Lehigh Valley

English professor examines Black policing during the long civil rights movement

Assistant Teaching Professor Justin De Senso highlights archival research examining race, law enforcement and civil rights during presentation

Assistant teaching professor Justin De Senso speaking to students and faculty at the Penn State Lehigh Valley Research and Discovery Forum. Credit: Ryan Abramson. All Rights Reserved.

CENTER VALLEY, Pa. — February’s Research and Discovery Forum at Penn State Lehigh Valley featured Justin De Senso, assistant teaching professor of English, who presented “Jim Crow in Blue: Policing While Black in Postwar New York City.”

A native New Yorker and the son of a police officer, he grew up hearing stories about policing in the nation’s largest city. He said he often reflected on those accounts, trying to understand how fairness and equity played out on the streets.

Beginning in 2013, he launched an extensive study of the civil rights movement through the lens of law enforcement. What has become over a decade-long investigation has taken him from conversations in small New York City apartments to interviews conducted during a car ride from Eure, North Carolina, to Philadelphia.

“The research begins with relationships,” he said. “It is a process. I am constantly documenting my thoughts, putting pencil to paper and navigating the challenges of telling this important story.”

Along the way, De Senso uncovered boxes of never-before-seen archives from Black police officers who documented their experiences while navigating the challenges of serving in law enforcement during what University of North Carolina professor Jacquelyn Dowd Hall has called the “long civil rights movement” — a period that began in the 1930s and continues today.

“Black police literature screamed for attention,” he said. “These officers want to be seen as intellectuals, as activists and as good cops.”

Telling their story

One initial challenge was placing Black policing within the broader historical context of the civil rights movement. De Senso referenced the work of historian Glenda Elizabeth Gilmore, who challenged the idea that the movement began and ended in a “classical phase” led by “middle-class Black men in ties.” Such a narrow view, Gilmore argued, undercuts both earlier activism and the work that continues today.

Confined to the South or to a single era, the movement’s broader and ongoing narratives risk being overlooked, he explained.

Additional challenges soon emerged. Former officers sometimes expressed reluctance to revisit emotionally difficult experiences, he said. Firsthand sources have been lost over time, and establishing connections can be difficult amid today’s complex political climate.

Bennet “Benji” Hinds

A major breakthrough, De Senso said, came with a meeting with Bennet “Benji” Hinds, author of "Where the Sun Didn’t Shine." Hinds, a New York City police officer and member of the Preventative Enforcement Patrol (PEP), served in a small unit of Black and Hispanic officers assigned to some of the city’s most dangerous areas during the late 1960s.

Although the unit successfully conducted high-risk operations and disrupted organized crime, its members regularly encountered racism and internal resistance from individuals who wanted the PEP to fail. After only a few years of operating with limited resources and facing inequitable treatment and stalled promotions, the unit was ultimately disbanded.

The meeting with Hinds led to the acquisition of a valuable archive of newspaper clippings, personal accounts and professional connections that now form the backbone of the ongoing research.

“What began as me bringing lunch and talking for 10 minutes grew into a trust that opened new doors and a richer understanding of Black policing in America,” De Senso said.

What’s next for De Senso's research

De Senso emphasized that the story continues to unfold.

“Black police face a web of de facto and de jure anti-Black racism both on and off the clock, often leading to second-class status within their precincts, workplaces and everyday lives,” he said.

As the archival material expands and new stories surface, De Senso aims to illuminate the present phase of the civil rights movement by examining how law enforcement has represented both institutional authority and individual activism. In doing so, he said, the work explores the blurred lines between assigned duties and broader questions of justice.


* [BRIEF] Within the listing, each line that has the string "column" should be copied.

++++++++

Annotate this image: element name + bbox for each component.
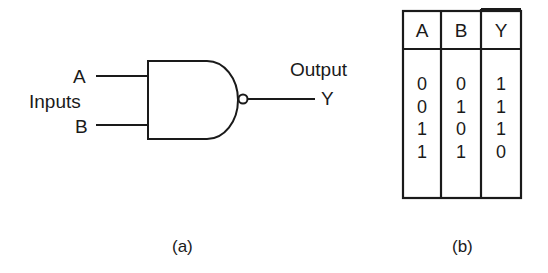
table-cell: 1 xyxy=(481,118,521,141)
caption-a: (a) xyxy=(172,237,193,257)
nand-gate-body xyxy=(148,61,238,139)
table-cell: 0 xyxy=(403,73,441,96)
table-cell: 0 xyxy=(481,141,521,164)
table-cell: 1 xyxy=(481,73,521,96)
table-cell: 0 xyxy=(403,96,441,119)
table-cell: 1 xyxy=(441,141,481,164)
inversion-bubble xyxy=(239,95,248,104)
table-column-y: 1 1 1 0 xyxy=(481,73,521,164)
output-y-label: Y xyxy=(321,89,334,108)
table-cell: 1 xyxy=(481,96,521,119)
table-cell: 1 xyxy=(441,96,481,119)
table-header-y: Y xyxy=(481,20,521,42)
table-cell: 1 xyxy=(403,141,441,164)
table-cell: 0 xyxy=(441,118,481,141)
table-column-b: 0 1 0 1 xyxy=(441,73,481,164)
table-header-a: A xyxy=(403,20,441,42)
output-label: Output xyxy=(290,60,347,79)
caption-b: (b) xyxy=(452,237,473,257)
inputs-label: Inputs xyxy=(29,92,81,111)
input-b-label: B xyxy=(75,117,88,136)
table-header-b: B xyxy=(441,20,481,42)
table-cell: 0 xyxy=(441,73,481,96)
table-cell: 1 xyxy=(403,118,441,141)
table-column-a: 0 0 1 1 xyxy=(403,73,441,164)
input-a-label: A xyxy=(73,67,86,86)
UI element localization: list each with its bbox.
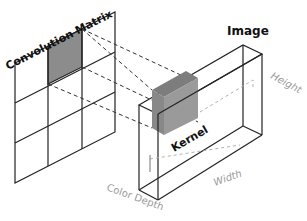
height-label: Height <box>269 70 304 96</box>
color-depth-label: Color Depth <box>105 182 165 213</box>
width-label: Width <box>212 168 243 188</box>
image-title: Image <box>227 24 269 38</box>
convolution-diagram: Convolution Matrix Image Kernel Height W… <box>0 0 307 221</box>
kernel-cube <box>152 71 198 135</box>
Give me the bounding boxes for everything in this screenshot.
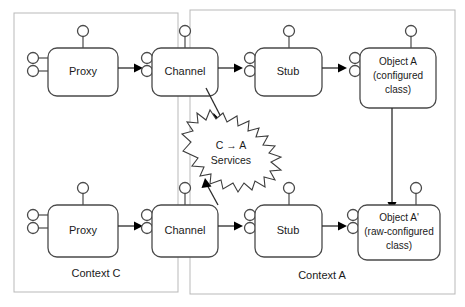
context-c-label: Context C xyxy=(72,267,121,279)
component-label: Proxy xyxy=(69,224,98,236)
services-burst[interactable]: C → A Services xyxy=(182,110,281,192)
diagram-svg: Context C Context A Proxy xyxy=(0,0,465,307)
component-object-a[interactable]: Object A (configured class) xyxy=(350,26,437,109)
component-stub-top[interactable]: Stub xyxy=(245,26,323,97)
required-interface-socket-icon[interactable] xyxy=(28,53,39,64)
provided-interface-lollipop-icon[interactable] xyxy=(406,26,417,37)
connector-channel-to-stub-top xyxy=(218,64,243,73)
connector-stub-to-object-a xyxy=(322,64,347,73)
component-object-a-prime[interactable]: Object A' (raw-configured class) xyxy=(348,183,441,261)
required-interface-socket-icon[interactable] xyxy=(142,223,153,234)
component-label: Stub xyxy=(277,65,300,77)
required-interface-socket-icon[interactable] xyxy=(28,210,39,221)
required-interface-socket-icon[interactable] xyxy=(245,210,256,221)
required-interface-socket-icon[interactable] xyxy=(28,223,39,234)
connector-proxy-to-channel-top xyxy=(118,64,143,73)
component-label: Channel xyxy=(165,65,206,77)
required-interface-socket-icon[interactable] xyxy=(348,210,359,221)
component-label: Channel xyxy=(165,224,206,236)
required-interface-socket-icon[interactable] xyxy=(142,66,153,77)
required-interface-socket-icon[interactable] xyxy=(142,210,153,221)
required-interface-socket-icon[interactable] xyxy=(245,66,256,77)
component-proxy-bottom[interactable]: Proxy xyxy=(28,183,119,258)
component-label-line1: Object A xyxy=(379,56,417,67)
required-interface-socket-icon[interactable] xyxy=(348,223,359,234)
provided-interface-lollipop-icon[interactable] xyxy=(180,26,191,37)
services-burst-label-line2: Services xyxy=(211,154,251,166)
context-a-label: Context A xyxy=(298,269,346,281)
connector-proxy-to-channel-bottom xyxy=(118,222,143,231)
provided-interface-lollipop-icon[interactable] xyxy=(411,183,422,194)
provided-interface-lollipop-icon[interactable] xyxy=(284,26,295,37)
connector-stub-to-object-a-prime xyxy=(322,222,347,231)
component-channel-top[interactable]: Channel xyxy=(142,26,219,97)
required-interface-socket-icon[interactable] xyxy=(142,53,153,64)
component-proxy-top[interactable]: Proxy xyxy=(28,26,119,97)
component-stub-bottom[interactable]: Stub xyxy=(245,183,323,258)
required-interface-socket-icon[interactable] xyxy=(350,66,361,77)
component-label-line3: class) xyxy=(385,84,411,95)
component-label-line3: class) xyxy=(386,240,412,251)
required-interface-socket-icon[interactable] xyxy=(245,53,256,64)
services-burst-label-line1: C → A xyxy=(216,139,246,151)
required-interface-socket-icon[interactable] xyxy=(28,66,39,77)
component-label-line1: Object A' xyxy=(379,212,419,223)
component-channel-bottom[interactable]: Channel xyxy=(142,183,219,258)
provided-interface-lollipop-icon[interactable] xyxy=(284,183,295,194)
component-label-line2: (configured xyxy=(373,70,423,81)
provided-interface-lollipop-icon[interactable] xyxy=(78,183,89,194)
connector-object-a-to-object-a-prime xyxy=(388,108,397,211)
component-label-line2: (raw-configured xyxy=(364,226,433,237)
component-label: Stub xyxy=(277,224,300,236)
diagram-canvas: Context C Context A Proxy xyxy=(0,0,465,307)
component-label: Proxy xyxy=(69,65,98,77)
provided-interface-lollipop-icon[interactable] xyxy=(78,26,89,37)
connector-channel-to-stub-bottom xyxy=(218,222,243,231)
required-interface-socket-icon[interactable] xyxy=(245,223,256,234)
provided-interface-lollipop-icon[interactable] xyxy=(180,183,191,194)
required-interface-socket-icon[interactable] xyxy=(350,53,361,64)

++++++++

* [ANSWER SPACE]
table-column-y: 1 1 1 0 xyxy=(481,73,521,164)
table-column-b: 0 1 0 1 xyxy=(441,73,481,164)
table-column-a: 0 0 1 1 xyxy=(403,73,441,164)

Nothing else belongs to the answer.